Production Readiness
Originally, the CAT system was scheduled to go live for equity reporting on April 20; however, due to the global disruption caused by the Covid-19 pandemic, this timeline has been delayed to allow firms to focus critical resources on the transition to remote operation. While optional production reporting for equity securities has already begun, mandatory submission to CAT for large industry members is currently slated to begin on June 22 for equity securities and July 20 for options.
To meet this deadline, firms will need to submit test data for certification at least two weeks prior to the expected go-live date in order to gain access to the production CAT environment in time. FINRA has provided a UAT system (complete with a web-based Reporting Portal) that will process files identically to production and provide error feedback to help firms in developing their CAT integration. Once an error rate below 10% has been achieved, firms can contact the CAT help desk to have the test data certified for production readiness.

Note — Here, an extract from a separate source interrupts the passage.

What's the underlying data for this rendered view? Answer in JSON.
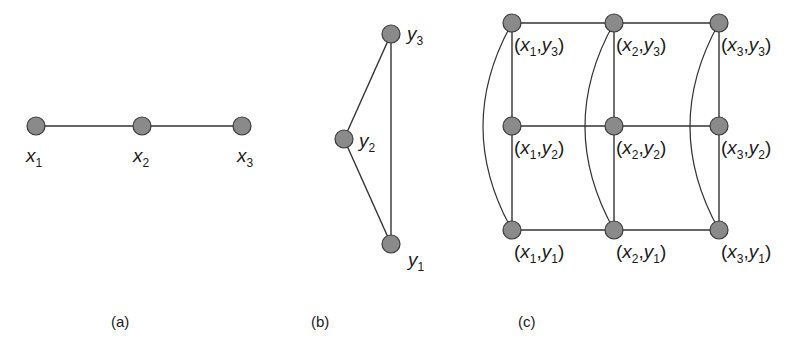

Despite the challenges of recent weeks, InfoReach has upheld the original timeline and received production certification as a CAT reporting agent well ahead of the new deadline.
Farewell to OATS
The development and final implementation of the CAT NMS Plan has been a nearly decade long undertaking for the financial industry. In order to meet the high bar set by Rule 613, the Consolidated Audit Trail has unavoidably grown in complexity compared to its predecessors. However, FINRA and industry members have addressed each of the SEC’s concerns for existing audit trails and will now provide a far more complete picture of market activity to the SEC than ever before. For the foreseeable future, OATS and CAT will run in parallel, but once the industry has fully switched over to CAT and the system has proven its reliability, OATS will be retired and decommissioned.